Recently, I identified two mounds on my families property (mounds are approximately at 44°48'43.99"N, 69°53'16. 48"W)
in Madison, Maine. They are just above the Kennebec river's flood plain
except for the worst floods. I don't think the flood of 1987 reached
that high.
Anyways, these two mounds are well overgrown with
trees and bush, but the mounds appear to be made up of slate-like pieces
of rock stacked up, with a very large, and unique, pile of quartz
between the two mounds. The quartz is unusual, as, while it is present
here or there on the property, this one spot has loads of it. The mounds
are clearly man-made and are near some bedrock outcroppings, which are
also uncommon on the property. Some of the slate appears to be stacked
atop bedrock (or large traveling boulders, deposited during the last ice
age and only appearing to be bedrock).
My home is about a mile from well documented native populations, including the massacre of 1724 (and the events surrounding http://en. wikipedia.org/wiki/S%C3% A9bastien_Rale).
I was wondering if my description of these mounds is similar to
anything else found in this area, or anywhere the Abenaki tribes were
located. Should I investigate further, or is it better just to leave
them to be slowly absorbed by the wilderness?
UPDATE: There is no powerline expansion happening here, the land is currently Weston property and has been since homesteading days about 200 years ago (our house is 5 years from our bicentennial). Its kind of a strange subject talking about the land which the was given away to our family by the State of Massachusetts, in connection with the previous inhabitants which hadn't really been gone from the area when the land was deeded. The earliest of our ancestors settled in 1771, less than 50 years after the Rale incident and in living memory for people at the time. Strange indeed.
UPDATE: There is no powerline expansion happening here, the land is currently Weston property and has been since homesteading days about 200 years ago (our house is 5 years from our bicentennial). Its kind of a strange subject talking about the land which the was given away to our family by the State of Massachusetts, in connection with the previous inhabitants which hadn't really been gone from the area when the land was deeded. The earliest of our ancestors settled in 1771, less than 50 years after the Rale incident and in living memory for people at the time. Strange indeed.
The area is not far north of the falls in Madison
and the well known Norridgewock village, and just south of where the
Carrabassett River empties into the Kennebec. The mounds are only a
couple feet away from the old Caribou Trail, a trail which, according to
our ancestors and other oldtimers in the area, was the caribou
migration trail where they would walk pretty much single file through
the area, year after year, the ground so well-trod that parts of it are
still thought to exist today. At least that is the local mythology, but
certainly it is true to some extent.
In addition to the mounds, there are a number of
other possible features in the area, along a run of exposed bedrock, the
only such exposed places in the nearby area (on our property, anyways).
We never had a brickworks on the property, that I know of, but there
are hematite-rich very red clay deposits only feet away from the mounds I
described, and some evidence of a small dam, which may have been when
the area was used as scrub pasture, too wet in patches to plow, which
most of the rest of the property underwent over the years. Now it is
timberstand.
There must have been an enormous presence of people
here over the millenia, with the falls and the caribou trail which you
can still find loads of arrowheads and what not around. I can't believe
it never occured to us to check for ancient structures, but the area has
been so overgrown in the past 100 years since large-scale agriculture
died down, that things have been hidden from view.
1 comment :
I have notified two friends in Maine, both prominent in NEARA, who would like to see this site,as it sounds important.
Do you have any photos of the cairns, particularly the mound with quartz?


### Problem requirements
Throughout the entries below, report every line where "figure" is found.

Segment Start: Supplied data

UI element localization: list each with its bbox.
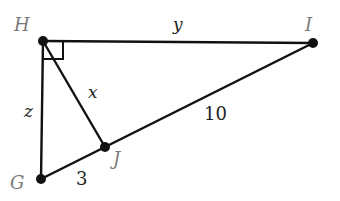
segment-HG: [41, 41, 43, 179]
point-I: [308, 38, 318, 48]
label-G: G: [10, 172, 24, 193]
label-JI: 10: [204, 103, 227, 124]
label-H: H: [13, 14, 30, 35]
label-J: J: [109, 148, 122, 169]
point-H: [38, 36, 48, 46]
label-GJ: 3: [76, 168, 87, 189]
segment-HI: [43, 41, 313, 43]
triangle-diagram: H I G J y z x 3 10: [0, 0, 340, 201]
point-G: [36, 174, 46, 184]
label-y: y: [172, 14, 183, 34]
point-J: [100, 142, 110, 152]
segment-GI: [41, 43, 313, 179]
label-z: z: [23, 101, 34, 121]
label-x: x: [88, 82, 98, 102]
label-I: I: [304, 14, 313, 35]
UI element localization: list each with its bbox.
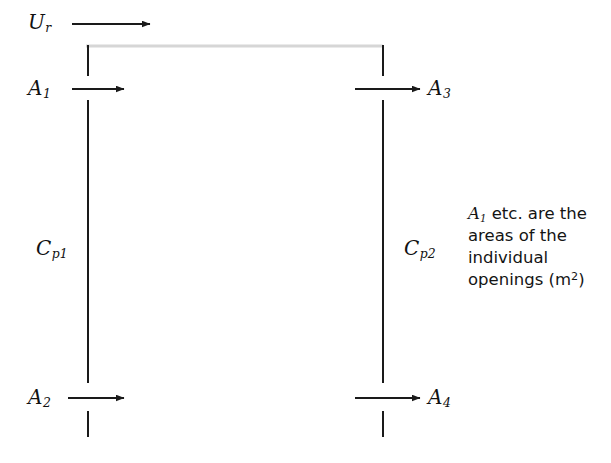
caption-line-1: etc. are the: [486, 204, 586, 223]
label-opening-a4: A4: [428, 387, 451, 410]
figure-canvas: Ur A1 A3 A2 A4 Cp1 Cp2 A1 etc. are the a…: [0, 0, 611, 463]
caption-line-4-pre: openings (m: [468, 270, 571, 289]
caption-line-4-post: ): [578, 270, 584, 289]
label-pressure-coefficient-cp1: Cp1: [36, 238, 68, 261]
caption-line-2: areas of the: [468, 226, 567, 245]
caption-symbol: A1: [468, 204, 486, 223]
figure-caption-note: A1 etc. are the areas of the individual …: [468, 203, 603, 291]
label-wind-speed: Ur: [28, 12, 51, 35]
label-opening-a3: A3: [428, 78, 451, 101]
label-pressure-coefficient-cp2: Cp2: [404, 238, 436, 261]
label-opening-a2: A2: [28, 387, 51, 410]
label-opening-a1: A1: [28, 78, 51, 101]
caption-line-3: individual: [468, 248, 548, 267]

Segment End: Supplied data

### Solution for this task
figure-canvas: Ur A1 A3 A2 A4 Cp1 Cp2 A1 etc. are the a…: [0, 0, 611, 463]
figure-caption-note: A1 etc. are the areas of the individual …: [468, 203, 603, 291]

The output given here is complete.